Climate Change politics, that’s all it ever was anyway
by Sterling Burnett NCPA November 30, 2012
And so comes the beginning of the end the Kyoto Protocol, with wimper rather than a bang or the sounding of a gong. The year 2013 is fast arriving and the Kyoto protocol on climate change has no successor.
Though almost no one has noticed, the United Nation’s is holding its annual “We’ve got to save the planet this year or it’s too late and we’re all doomed — no really, this time we mean it,” Framework Convention on Climate Change conference in Doha, Qatar this year.
Despite having representatives from more than 200 countries, and despite Kyoto expiring this year, it is the least well attended UN climate conference meeting in a decade. In part this is due to waning public and thus political attention. But it is also due to the fact that for the first time in the Framework’s 18 year history the United Nations Intergovernmental Panel on Climate Change (IPCC) was neither invited to address nor attend the meeting.
The UN Framework convention has always argued that our understanding climate science, not politics was driving the need for carbon restricting policies — and they argued that the IPCC was the gold standard for climate science, and the scientific body that has consistently argued that human actions are warming the globe and must be curtailed to prevent all manner of calamities. I, among others, have consistently argued otherwise, that it was politics, not science that was driving the international climate policy agenda.
So what’s a climate conference sans climate scientists? — a political meeting.
At least now the UN is being open about what the Climate Convention is all about.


- **Exercise**: Retype every line of the records exactly.

--- Available records Enclosed Below ---

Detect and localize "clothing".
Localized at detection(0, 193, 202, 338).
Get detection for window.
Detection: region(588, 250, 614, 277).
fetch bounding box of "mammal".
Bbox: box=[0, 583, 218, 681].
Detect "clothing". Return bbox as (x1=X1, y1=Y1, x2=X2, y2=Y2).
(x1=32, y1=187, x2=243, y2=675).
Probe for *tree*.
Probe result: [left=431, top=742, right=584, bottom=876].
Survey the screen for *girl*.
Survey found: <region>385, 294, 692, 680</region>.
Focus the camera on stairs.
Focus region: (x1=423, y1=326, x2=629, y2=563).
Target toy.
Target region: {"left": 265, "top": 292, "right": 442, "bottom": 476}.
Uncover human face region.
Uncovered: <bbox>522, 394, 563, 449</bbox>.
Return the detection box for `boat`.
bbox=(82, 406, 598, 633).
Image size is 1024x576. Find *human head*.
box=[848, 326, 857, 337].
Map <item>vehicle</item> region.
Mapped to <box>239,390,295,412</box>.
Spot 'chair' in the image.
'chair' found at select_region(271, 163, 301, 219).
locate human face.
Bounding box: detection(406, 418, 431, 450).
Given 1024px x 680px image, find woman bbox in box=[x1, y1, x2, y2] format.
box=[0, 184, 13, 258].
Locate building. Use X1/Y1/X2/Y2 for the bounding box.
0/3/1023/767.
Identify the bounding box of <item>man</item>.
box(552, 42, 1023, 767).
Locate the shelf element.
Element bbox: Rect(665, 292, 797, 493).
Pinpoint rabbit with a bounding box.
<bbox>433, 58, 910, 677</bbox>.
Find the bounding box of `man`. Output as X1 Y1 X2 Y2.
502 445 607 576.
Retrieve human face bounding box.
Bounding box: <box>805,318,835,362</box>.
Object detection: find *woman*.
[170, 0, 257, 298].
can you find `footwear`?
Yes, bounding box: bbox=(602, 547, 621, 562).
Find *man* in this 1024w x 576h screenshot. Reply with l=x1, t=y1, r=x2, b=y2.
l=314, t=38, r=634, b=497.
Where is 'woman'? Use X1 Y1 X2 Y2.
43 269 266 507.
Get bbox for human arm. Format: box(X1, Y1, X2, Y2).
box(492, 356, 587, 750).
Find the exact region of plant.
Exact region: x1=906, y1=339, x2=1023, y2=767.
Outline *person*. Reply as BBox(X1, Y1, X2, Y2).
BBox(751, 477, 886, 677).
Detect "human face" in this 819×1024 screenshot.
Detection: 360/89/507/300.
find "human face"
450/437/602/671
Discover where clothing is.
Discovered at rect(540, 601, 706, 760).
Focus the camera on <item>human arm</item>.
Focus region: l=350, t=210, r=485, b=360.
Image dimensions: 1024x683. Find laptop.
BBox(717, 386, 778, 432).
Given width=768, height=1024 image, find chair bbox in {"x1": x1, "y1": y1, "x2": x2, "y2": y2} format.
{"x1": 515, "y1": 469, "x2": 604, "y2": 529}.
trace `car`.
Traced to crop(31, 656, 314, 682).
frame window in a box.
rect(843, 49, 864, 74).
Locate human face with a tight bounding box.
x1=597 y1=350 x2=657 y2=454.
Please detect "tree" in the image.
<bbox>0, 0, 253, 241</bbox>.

--- End of Enclosed Available records ---

- **Solved problem**:
Detect and localize "clothing".
Localized at detection(0, 193, 202, 338).
Get detection for window.
Detection: region(588, 250, 614, 277).
fetch bounding box of "mammal".
Bbox: box=[0, 583, 218, 681].
Detect "clothing". Return bbox as (x1=X1, y1=Y1, x2=X2, y2=Y2).
(x1=32, y1=187, x2=243, y2=675).
Probe for *tree*.
Probe result: [left=431, top=742, right=584, bottom=876].
Survey the screen for *girl*.
Survey found: <region>385, 294, 692, 680</region>.
Focus the camera on stairs.
Focus region: (x1=423, y1=326, x2=629, y2=563).
Target toy.
Target region: {"left": 265, "top": 292, "right": 442, "bottom": 476}.
Uncover human face region.
Uncovered: <bbox>522, 394, 563, 449</bbox>.
Return the detection box for `boat`.
bbox=(82, 406, 598, 633).
Image size is 1024x576. Find *human head*.
box=[848, 326, 857, 337].
Map <item>vehicle</item> region.
Mapped to <box>239,390,295,412</box>.
Spot 'chair' in the image.
'chair' found at select_region(271, 163, 301, 219).
locate human face.
Bounding box: detection(406, 418, 431, 450).
Given 1024px x 680px image, find woman bbox in box=[x1, y1, x2, y2] format.
box=[0, 184, 13, 258].
Locate building. Use X1/Y1/X2/Y2 for the bounding box.
0/3/1023/767.
Identify the bounding box of <item>man</item>.
box(552, 42, 1023, 767).
Locate the shelf element.
Element bbox: Rect(665, 292, 797, 493).
Pinpoint rabbit with a bounding box.
<bbox>433, 58, 910, 677</bbox>.
Find the bounding box of `man`. Output as X1 Y1 X2 Y2.
502 445 607 576.
Retrieve human face bounding box.
Bounding box: <box>805,318,835,362</box>.
Object detection: find *woman*.
[170, 0, 257, 298].
can you find `footwear`?
Yes, bounding box: bbox=(602, 547, 621, 562).
Find *man* in this 1024w x 576h screenshot. Reply with l=x1, t=y1, r=x2, b=y2.
l=314, t=38, r=634, b=497.
Where is 'woman'? Use X1 Y1 X2 Y2.
43 269 266 507.
Get bbox for human arm. Format: box(X1, Y1, X2, Y2).
box(492, 356, 587, 750).
Find the exact region of plant.
Exact region: x1=906, y1=339, x2=1023, y2=767.
Outline *person*. Reply as BBox(X1, Y1, X2, Y2).
BBox(751, 477, 886, 677).
Detect "human face" in this 819×1024 screenshot.
Detection: 360/89/507/300.
find "human face"
450/437/602/671
Discover where clothing is.
Discovered at rect(540, 601, 706, 760).
Focus the camera on <item>human arm</item>.
Focus region: l=350, t=210, r=485, b=360.
Image dimensions: 1024x683. Find laptop.
BBox(717, 386, 778, 432).
Given width=768, height=1024 image, find chair bbox in {"x1": x1, "y1": y1, "x2": x2, "y2": y2} format.
{"x1": 515, "y1": 469, "x2": 604, "y2": 529}.
trace `car`.
Traced to crop(31, 656, 314, 682).
frame window in a box.
rect(843, 49, 864, 74).
Locate human face with a tight bounding box.
x1=597 y1=350 x2=657 y2=454.
Please detect "tree" in the image.
<bbox>0, 0, 253, 241</bbox>.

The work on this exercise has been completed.